The officers of Light Battery A, District of Columbia Artillery, will report to adjutant-general District of Columbia Militia for duty as aids on both occasions.
A. WEBSTER,
Adjutant-General District of Columbia Militia.
[From records in possession of Colonel Amos Webster.]
General Order No. 23.
Adjutant-General’s Office,
District of Columbia Militia,
September 22, 1881.
Pursuant to orders from the honorable Secretary of War, and in compliance with general order No. 22 from these headquarters, all the organizations comprising the militia of the District of Columbia will assemble in full-dress uniform at 2 p.m. on the 23d instant on the ground east of the Capitol, right resting on B street N., the left extending south, facing west. The formation will be the same as designated in general order No. 22. Upon their arrival on the ground designated each commanding officer will report in person to the commanding officer of the District Volunteers.
By order of the Commissioners of the District of Columbia:
AMOS WEBSTER,
Adjutant-General District of Columbia Militia,
Commanding.
[From the Washington Post, September 23, 1881.]
Special Order.
Navy Department,
Washington, September 22, 1881.
The officers of the Navy and Marine Corps on duty and resident in Washington will assemble to-morrow, the 23d instant, at 3 o’clock p.m., at the east front of the Capitol, in full dress, to accompany the remains of the late President Garfield to the Baltimore and Potomac Railroad depot.
Commander H.L. Howison, United States Navy, is hereby appointed adjutant, and will direct the formation of the officers of the Navy and Marine Corps.
ED. T. NICHOLS,
Acting Secretary of the Navy.
[From the Medical Record, New York, 1881, vol. 20, p. 364.]
OFFICIAL BULLETIN OF THE AUTOPSY ON THE BODY OF PRESIDENT GARFIELD.
The following official bulletin was prepared by the surgeons who have been in attendance upon the late President:
By previous Arrangement a post-mortem examination of the body of President Garfield was made this afternoon in the presence and with the assistance of Drs. Hamilton, Agnew, Bliss, Barnes, Woodward, Reyburn, Andrew H. Smith, of Elberon, and Acting Assistant Surgeon D.S. Lamb, of the Army Medical Museum, of Washington. The operation was performed by Dr. Lamb. It was found that the ball, after fracturing the right eleventh rib, had passed through the spinal column in front of the spinal cord, fracturing the body of the first lumbar vertebra, driving a number of small fragments of bone into the adjacent soft parts, and lodging below the pancreas, about 2-1/2 inches to the left of the spine and behind the peritoneum, where it had become completely encysted.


• TRY IT: Search the records below for the string "Forces" and copy each line where it turns up.

• TASK DATA:
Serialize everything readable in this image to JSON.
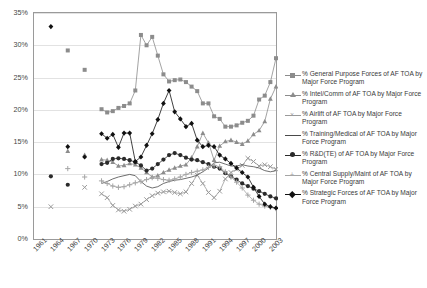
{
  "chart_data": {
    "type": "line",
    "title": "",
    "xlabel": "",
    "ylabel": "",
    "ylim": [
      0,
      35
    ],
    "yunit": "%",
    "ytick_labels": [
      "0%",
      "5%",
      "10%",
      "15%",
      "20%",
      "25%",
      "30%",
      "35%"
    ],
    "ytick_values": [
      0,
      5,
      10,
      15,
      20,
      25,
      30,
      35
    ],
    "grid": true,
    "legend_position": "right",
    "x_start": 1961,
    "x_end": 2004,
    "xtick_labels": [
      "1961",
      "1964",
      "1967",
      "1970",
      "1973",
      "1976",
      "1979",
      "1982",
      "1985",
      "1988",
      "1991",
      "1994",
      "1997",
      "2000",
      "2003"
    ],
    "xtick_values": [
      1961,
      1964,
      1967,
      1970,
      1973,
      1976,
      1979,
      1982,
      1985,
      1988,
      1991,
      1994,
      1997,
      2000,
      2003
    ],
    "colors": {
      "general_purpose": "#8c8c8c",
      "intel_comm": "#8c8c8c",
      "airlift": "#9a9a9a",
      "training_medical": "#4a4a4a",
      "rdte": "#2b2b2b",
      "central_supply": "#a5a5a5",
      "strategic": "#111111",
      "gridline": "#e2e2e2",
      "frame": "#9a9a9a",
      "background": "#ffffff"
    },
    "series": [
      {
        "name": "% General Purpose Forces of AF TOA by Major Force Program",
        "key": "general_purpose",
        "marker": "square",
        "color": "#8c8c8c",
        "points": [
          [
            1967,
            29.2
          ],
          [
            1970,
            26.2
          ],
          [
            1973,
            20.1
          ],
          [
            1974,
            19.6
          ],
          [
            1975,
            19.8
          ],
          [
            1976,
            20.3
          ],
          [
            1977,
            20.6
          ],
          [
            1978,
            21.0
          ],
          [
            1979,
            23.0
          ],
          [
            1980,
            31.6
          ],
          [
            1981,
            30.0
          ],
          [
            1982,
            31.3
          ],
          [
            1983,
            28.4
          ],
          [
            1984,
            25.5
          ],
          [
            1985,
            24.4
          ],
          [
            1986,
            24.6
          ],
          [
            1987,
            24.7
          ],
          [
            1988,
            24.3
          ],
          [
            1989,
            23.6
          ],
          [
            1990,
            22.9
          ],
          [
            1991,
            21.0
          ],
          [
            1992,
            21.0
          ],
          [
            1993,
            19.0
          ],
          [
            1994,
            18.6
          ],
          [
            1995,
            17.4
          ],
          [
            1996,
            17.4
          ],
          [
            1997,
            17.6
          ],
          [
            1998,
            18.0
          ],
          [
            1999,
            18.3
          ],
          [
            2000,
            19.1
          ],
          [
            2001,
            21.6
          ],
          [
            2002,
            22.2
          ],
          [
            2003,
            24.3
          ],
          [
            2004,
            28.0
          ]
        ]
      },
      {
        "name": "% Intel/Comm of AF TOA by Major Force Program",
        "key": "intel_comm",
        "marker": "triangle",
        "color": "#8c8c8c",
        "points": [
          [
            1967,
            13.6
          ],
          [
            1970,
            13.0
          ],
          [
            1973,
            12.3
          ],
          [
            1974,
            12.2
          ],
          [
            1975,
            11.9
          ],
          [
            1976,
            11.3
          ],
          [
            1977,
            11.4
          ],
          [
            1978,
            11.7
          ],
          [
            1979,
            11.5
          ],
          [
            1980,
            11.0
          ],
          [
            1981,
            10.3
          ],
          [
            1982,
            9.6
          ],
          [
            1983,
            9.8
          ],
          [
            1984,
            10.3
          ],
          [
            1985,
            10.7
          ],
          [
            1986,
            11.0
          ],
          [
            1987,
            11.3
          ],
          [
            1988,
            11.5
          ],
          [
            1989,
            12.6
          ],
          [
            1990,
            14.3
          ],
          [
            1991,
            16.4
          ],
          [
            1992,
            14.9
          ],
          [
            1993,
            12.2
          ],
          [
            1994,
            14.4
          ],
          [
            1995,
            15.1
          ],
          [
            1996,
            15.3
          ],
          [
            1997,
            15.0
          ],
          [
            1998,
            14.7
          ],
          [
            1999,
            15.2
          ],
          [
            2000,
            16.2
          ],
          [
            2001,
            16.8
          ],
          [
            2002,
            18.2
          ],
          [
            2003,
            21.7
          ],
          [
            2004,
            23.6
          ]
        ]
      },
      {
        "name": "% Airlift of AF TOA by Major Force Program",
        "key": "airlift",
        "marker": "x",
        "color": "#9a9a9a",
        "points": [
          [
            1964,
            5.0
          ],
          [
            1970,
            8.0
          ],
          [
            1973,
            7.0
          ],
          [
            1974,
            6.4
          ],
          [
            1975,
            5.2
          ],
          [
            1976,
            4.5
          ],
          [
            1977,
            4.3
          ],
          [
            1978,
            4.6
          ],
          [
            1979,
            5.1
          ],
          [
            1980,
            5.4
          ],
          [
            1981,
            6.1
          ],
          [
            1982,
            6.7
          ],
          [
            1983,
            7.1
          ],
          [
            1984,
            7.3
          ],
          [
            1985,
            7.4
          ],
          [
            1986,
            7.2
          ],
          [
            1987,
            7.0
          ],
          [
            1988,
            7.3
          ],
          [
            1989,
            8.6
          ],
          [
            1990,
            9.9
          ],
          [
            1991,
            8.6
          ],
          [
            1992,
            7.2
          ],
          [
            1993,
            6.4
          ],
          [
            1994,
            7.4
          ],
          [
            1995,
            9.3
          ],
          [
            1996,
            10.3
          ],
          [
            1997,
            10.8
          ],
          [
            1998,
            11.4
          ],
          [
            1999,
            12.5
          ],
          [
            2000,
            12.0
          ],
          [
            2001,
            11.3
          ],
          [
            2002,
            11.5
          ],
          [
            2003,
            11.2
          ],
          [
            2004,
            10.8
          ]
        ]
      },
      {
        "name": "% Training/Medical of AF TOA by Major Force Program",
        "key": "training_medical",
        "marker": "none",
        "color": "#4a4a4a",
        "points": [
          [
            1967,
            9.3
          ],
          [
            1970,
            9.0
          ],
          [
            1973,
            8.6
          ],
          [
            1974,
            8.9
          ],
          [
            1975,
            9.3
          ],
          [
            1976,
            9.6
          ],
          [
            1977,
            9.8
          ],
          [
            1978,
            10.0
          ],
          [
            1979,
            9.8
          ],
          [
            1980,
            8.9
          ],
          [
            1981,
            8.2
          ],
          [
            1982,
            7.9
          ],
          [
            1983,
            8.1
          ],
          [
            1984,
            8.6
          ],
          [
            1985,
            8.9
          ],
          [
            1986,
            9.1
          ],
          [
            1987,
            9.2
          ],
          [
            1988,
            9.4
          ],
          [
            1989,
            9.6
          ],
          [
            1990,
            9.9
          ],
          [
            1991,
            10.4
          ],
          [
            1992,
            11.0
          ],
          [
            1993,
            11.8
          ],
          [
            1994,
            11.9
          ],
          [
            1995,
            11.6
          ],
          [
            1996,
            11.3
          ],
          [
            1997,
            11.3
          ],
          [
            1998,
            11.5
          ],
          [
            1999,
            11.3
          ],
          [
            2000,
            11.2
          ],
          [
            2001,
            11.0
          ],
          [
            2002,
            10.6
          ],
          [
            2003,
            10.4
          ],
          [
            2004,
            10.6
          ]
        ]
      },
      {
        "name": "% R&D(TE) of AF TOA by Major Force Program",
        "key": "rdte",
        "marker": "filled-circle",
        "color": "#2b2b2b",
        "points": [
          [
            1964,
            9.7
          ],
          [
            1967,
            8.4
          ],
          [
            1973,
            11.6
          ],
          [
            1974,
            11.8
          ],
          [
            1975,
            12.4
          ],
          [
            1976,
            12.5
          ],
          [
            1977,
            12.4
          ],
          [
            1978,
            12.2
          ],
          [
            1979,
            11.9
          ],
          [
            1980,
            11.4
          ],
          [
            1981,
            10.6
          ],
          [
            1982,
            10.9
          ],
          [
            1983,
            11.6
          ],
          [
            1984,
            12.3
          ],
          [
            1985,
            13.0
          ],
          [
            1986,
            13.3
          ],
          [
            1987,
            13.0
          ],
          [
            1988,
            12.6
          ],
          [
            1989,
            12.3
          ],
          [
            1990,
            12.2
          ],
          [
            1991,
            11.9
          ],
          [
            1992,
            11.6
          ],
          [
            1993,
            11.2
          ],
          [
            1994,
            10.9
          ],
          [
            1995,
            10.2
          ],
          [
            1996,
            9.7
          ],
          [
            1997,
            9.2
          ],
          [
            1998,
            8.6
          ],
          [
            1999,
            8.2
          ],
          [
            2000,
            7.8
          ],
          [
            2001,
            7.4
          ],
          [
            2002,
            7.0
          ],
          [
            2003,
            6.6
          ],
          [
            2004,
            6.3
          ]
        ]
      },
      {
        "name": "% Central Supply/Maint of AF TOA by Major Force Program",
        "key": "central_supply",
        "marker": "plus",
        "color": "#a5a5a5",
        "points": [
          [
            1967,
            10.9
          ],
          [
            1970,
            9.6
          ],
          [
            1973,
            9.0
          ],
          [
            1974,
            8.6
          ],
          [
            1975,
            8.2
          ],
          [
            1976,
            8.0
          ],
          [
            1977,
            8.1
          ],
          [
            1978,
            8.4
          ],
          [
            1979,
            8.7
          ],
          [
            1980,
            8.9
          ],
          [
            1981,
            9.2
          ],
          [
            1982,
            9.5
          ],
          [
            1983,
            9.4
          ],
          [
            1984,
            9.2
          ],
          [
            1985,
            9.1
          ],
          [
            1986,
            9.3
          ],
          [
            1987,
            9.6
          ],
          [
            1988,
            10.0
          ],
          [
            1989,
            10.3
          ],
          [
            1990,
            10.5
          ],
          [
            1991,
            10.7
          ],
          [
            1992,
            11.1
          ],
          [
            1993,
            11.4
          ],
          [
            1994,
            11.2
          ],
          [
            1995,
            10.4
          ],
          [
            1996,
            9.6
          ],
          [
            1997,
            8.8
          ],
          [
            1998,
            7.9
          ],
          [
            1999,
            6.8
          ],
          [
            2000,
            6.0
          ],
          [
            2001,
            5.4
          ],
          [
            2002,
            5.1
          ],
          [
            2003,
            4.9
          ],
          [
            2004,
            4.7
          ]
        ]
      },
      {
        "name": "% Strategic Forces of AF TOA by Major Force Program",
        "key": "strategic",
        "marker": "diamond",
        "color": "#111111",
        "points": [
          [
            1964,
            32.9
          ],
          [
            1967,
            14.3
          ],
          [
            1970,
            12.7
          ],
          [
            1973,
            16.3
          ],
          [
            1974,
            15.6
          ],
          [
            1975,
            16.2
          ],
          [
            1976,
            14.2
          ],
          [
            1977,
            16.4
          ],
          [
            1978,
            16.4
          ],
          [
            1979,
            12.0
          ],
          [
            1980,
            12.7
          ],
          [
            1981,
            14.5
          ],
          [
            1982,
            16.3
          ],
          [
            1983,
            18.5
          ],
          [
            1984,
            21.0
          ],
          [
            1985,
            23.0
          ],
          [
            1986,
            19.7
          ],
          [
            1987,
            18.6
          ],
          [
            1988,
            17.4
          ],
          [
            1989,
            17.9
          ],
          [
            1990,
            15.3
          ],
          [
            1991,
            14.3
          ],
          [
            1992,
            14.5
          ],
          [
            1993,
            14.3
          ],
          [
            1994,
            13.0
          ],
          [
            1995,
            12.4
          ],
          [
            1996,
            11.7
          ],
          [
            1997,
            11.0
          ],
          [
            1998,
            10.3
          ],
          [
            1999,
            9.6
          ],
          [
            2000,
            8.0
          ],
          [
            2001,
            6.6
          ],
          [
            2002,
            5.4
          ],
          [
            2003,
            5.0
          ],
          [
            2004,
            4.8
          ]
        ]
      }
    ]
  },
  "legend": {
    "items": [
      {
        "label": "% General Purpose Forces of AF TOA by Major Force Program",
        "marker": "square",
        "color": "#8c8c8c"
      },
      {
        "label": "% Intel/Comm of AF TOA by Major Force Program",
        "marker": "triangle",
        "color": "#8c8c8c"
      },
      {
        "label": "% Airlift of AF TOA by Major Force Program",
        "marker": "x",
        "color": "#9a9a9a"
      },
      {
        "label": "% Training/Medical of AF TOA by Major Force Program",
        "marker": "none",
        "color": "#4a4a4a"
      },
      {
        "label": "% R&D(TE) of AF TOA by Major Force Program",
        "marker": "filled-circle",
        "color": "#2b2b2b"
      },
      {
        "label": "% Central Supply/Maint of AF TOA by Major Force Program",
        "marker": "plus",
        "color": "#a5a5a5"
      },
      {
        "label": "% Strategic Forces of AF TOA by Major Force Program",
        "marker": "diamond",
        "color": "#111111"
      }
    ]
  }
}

• FINISHED TASK:
        "name": "% General Purpose Forces of AF TOA by Major Force Program",
        "name": "% Strategic Forces of AF TOA by Major Force Program",
        "label": "% General Purpose Forces of AF TOA by Major Force Program",
        "label": "% Strategic Forces of AF TOA by Major Force Program",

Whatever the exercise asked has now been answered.